Recommended Reading: Chasing the Sun
Have you ever wanted concrete evidence on how we humans are impacted by the sun? Here is your definitive book on the subject.
The ancients were right to put the sun at the centre of their world. Sunlight was essential for the evolution of life on earth, and it continues to influence our health today. But darkness is also important: the natural cycle of night and day that the sun presides over is implicated in everything from our sleep patterns, to our blood pressure, to our life-spans. Denying access to this cycle, as we do when we cosset ourselves indoors and spend out evenings under bright artificial lights, could have far-reaching consequences that we’re only just beginning to grasp.
—Geddes, Chasing the Sun (page 15)
So…this is a mind-bending book for me. Another paradigm shifter, and I’m dying to share it with you. I was touting the studies and facts I learned at our last family gathering, and I’m sure annoyed more than family member, but hey, this sh*t is valuable life learning. As someone who struggles annually with SAD (Seasonal Affective Disorder) or winter depression, this book completely helped me better understand the existence of SAD and how our modern industrial society has complicated the relationship between humans and our environment. It’s funny how in the last hundred years we have dismissed so many structural functions of these connections, and without understanding or observance to how humans are intrinsically impacted by their environment.
Chronobiology is still a fairly recent developing area of scientific research. Finally, recent decades of research and evidence are pointing to issues that we have ‘intrinsically’ known and experienced, and now understood and supported with hard scientific evidence to support our own physiological intuition. It’s pretty dang cool.
Geddes is a science journalist who specializes in biology, medicine, and technology. She explains how the sun cycle impacts us on a cellular level, and how our daily biological processes and functions run with the sun (chronobiology).
Geddes brings up several scientific cases of human and animal disease and dysfunction, all rooted in our relationship with the sun. Geddes elegantly distills her findings, and systematically connects the dots for the reader. Once distilled, it seems almost elementary. Humans, animals, and plants evolved for the duration of our entire existence to live, respond, survive, and thrive by our natural elements-- most notably, sunlight.
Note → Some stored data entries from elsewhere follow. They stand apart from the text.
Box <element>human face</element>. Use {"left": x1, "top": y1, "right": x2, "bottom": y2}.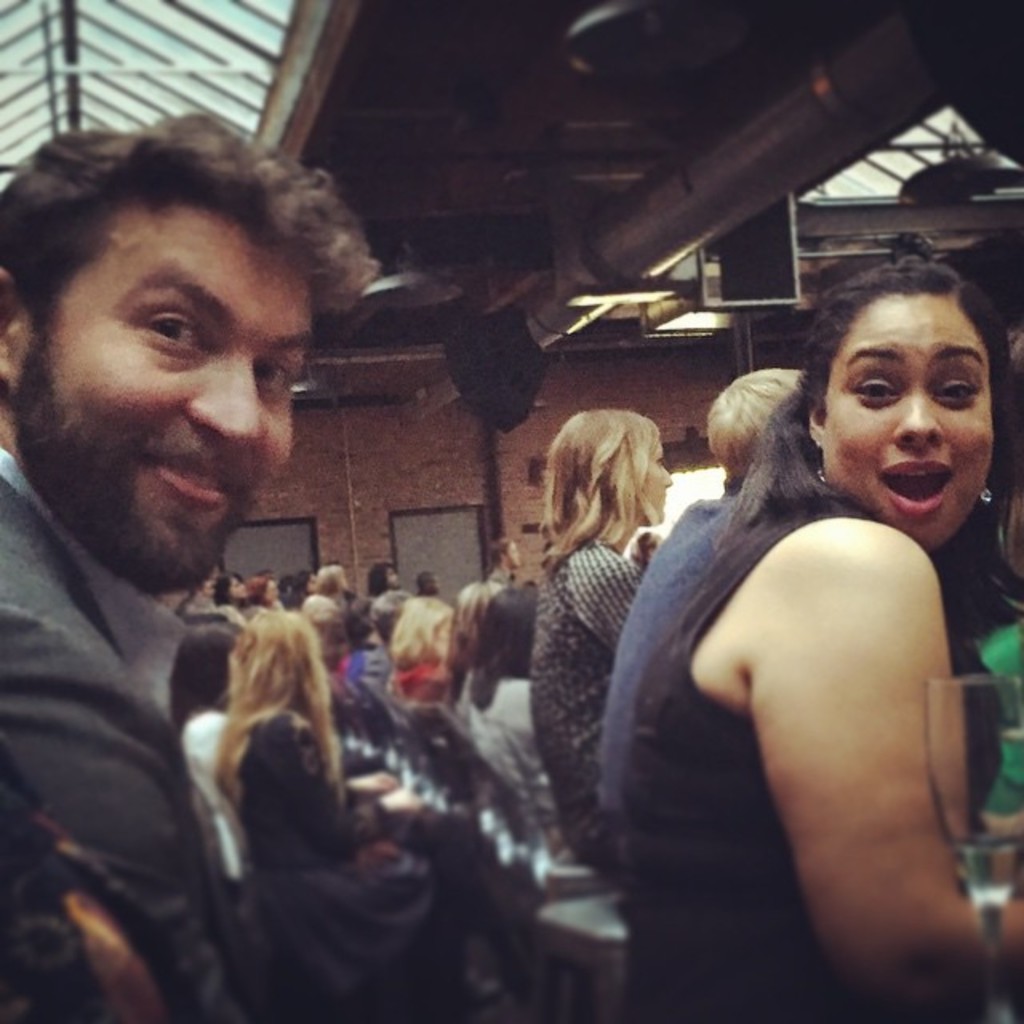
{"left": 819, "top": 299, "right": 997, "bottom": 552}.
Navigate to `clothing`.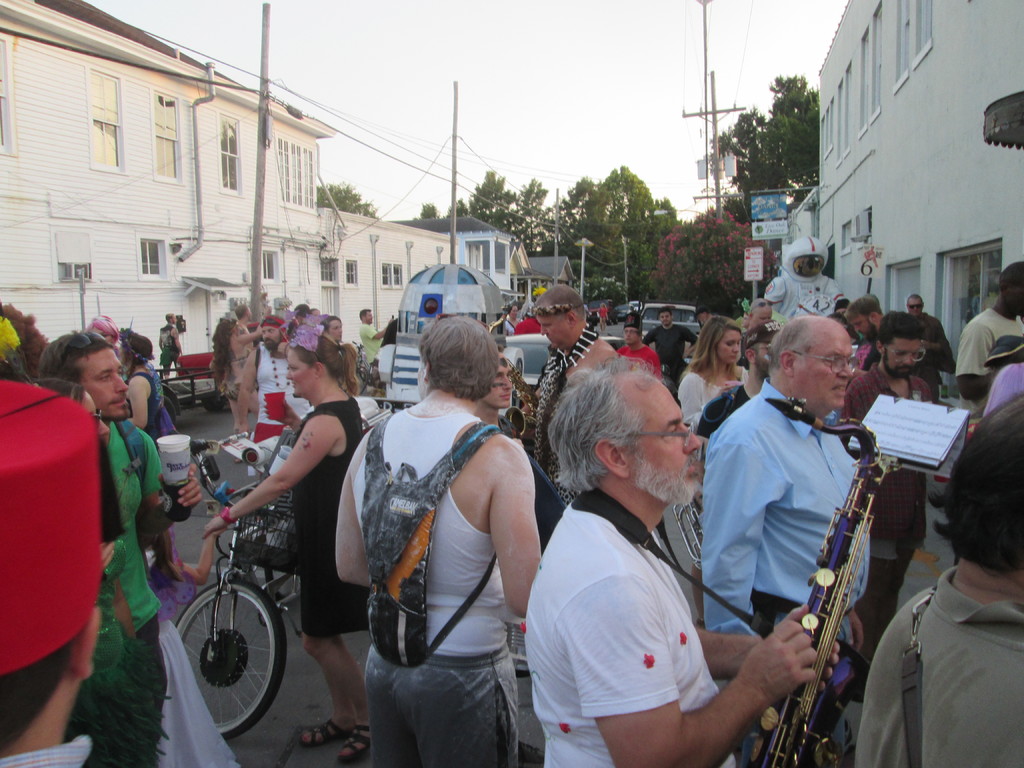
Navigation target: x1=716, y1=349, x2=920, y2=767.
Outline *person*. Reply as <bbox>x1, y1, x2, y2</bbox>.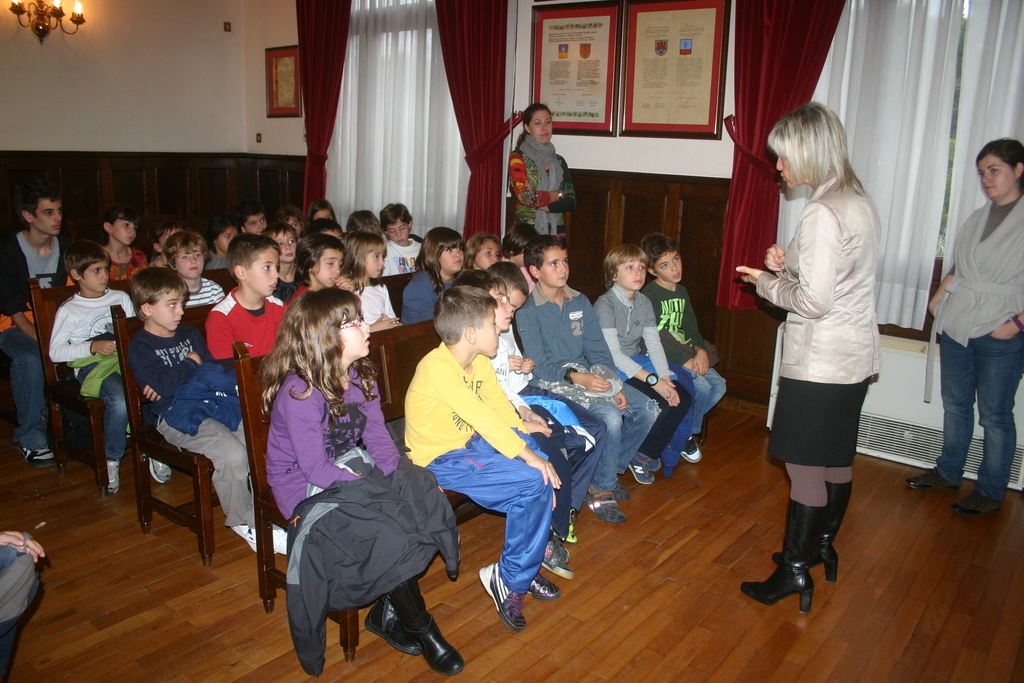
<bbox>410, 256, 566, 637</bbox>.
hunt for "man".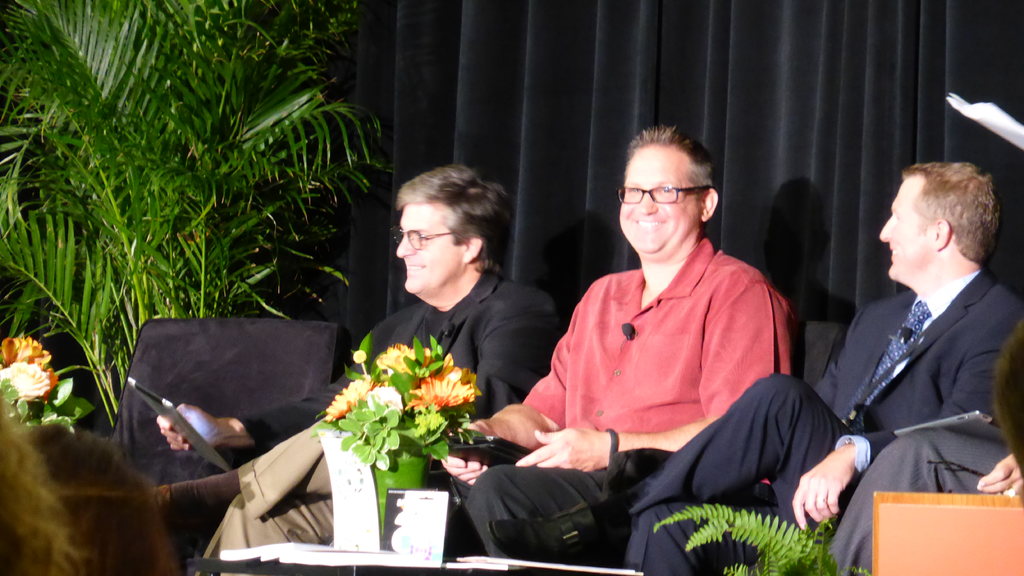
Hunted down at (0, 390, 184, 575).
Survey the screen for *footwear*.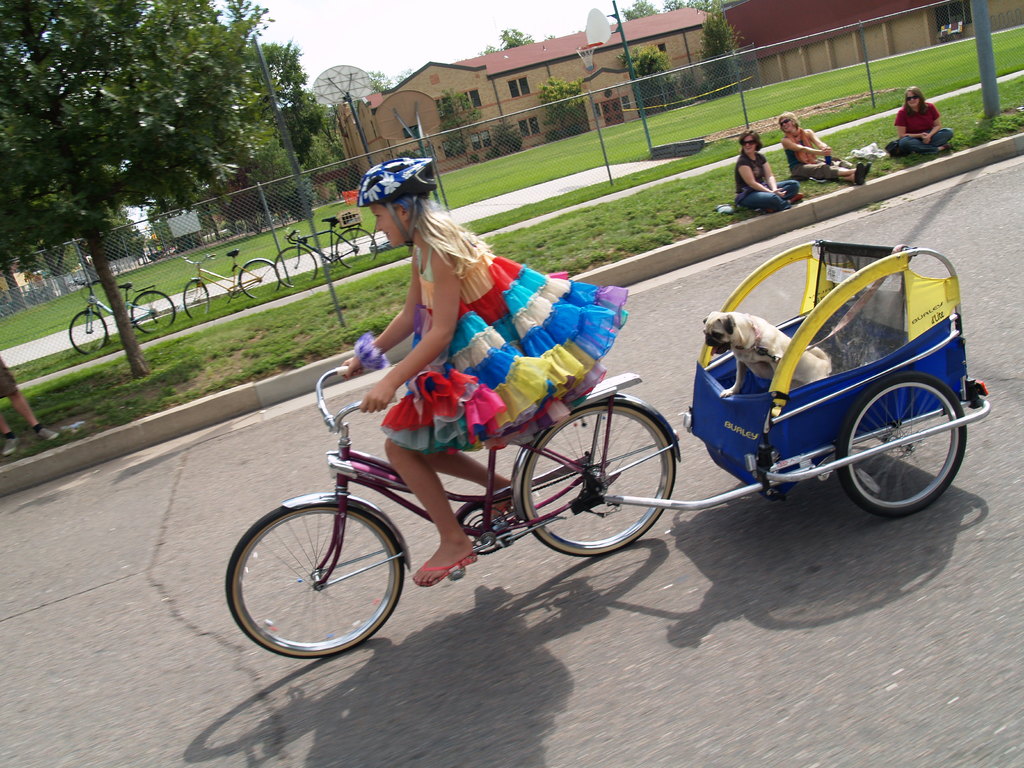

How couldn’t it deeply impact our behaviours and health?
Geddes provides comprehensive and varied research on sunlight and our affectations with (and without) it. She synthesizes findings from NASA and US Navy studies, international studies from the last one hundred years in disease and chronotherapy, shiftwork and our sleep cycles, non-24-hour-sleep wake disorders, the evolution of circadian rhythms (from cyanobacteria to humans), chronobiology (our DNA-embedded interrelationship with sunlight), chronotypes, and studies from non-digitalized and electrified communities including the Amish(religious group in North America) & Hadza tribe (hunter-gatherers from Tanzania).
She takes part in some of the experimentation herself, and gives meaningful and useful strategies to re-connect with these natural and powerful cycles, in order to reconnect with ourselves and our environment for a healthier and more fulfilling life.
If you’ve ever wanted to better understand the following, Geddes explains these concepts in a fascinating and east-to-understand way:
Circadian clock (how it impacts our physiological health and functions, human, plant, and animal)
Illuminance levels, natural and artificial
Explaining blue light (screens, devices, LEDs-indoor and outdoor) and their physiological impact on our health
Shift work and its cumulative impact
Chronobiology (the study of cyclical changes in our bodies) and its relationship to human health today
Sleep disruptions and dysfunctions
Illnesses that manifest due to imbalanced circadian rhythm; this includes depression, dementia, cancer, type 2 diabetes, coronary artery disease, schizophrenia, Alzheimer’s, and obesity, among other autoimmune diseases
What is light therapy?
How to fine-tune your own circadian clock
The next time you look up at the sun, or the stars, consider the effect of these photos on your biology as they’re absorbed into your retina at the end of their epic journey. Light sparked life and has shaped our biology ever since, and it continues to influence us today.
We are children of the sun, and we need its light as much as ever.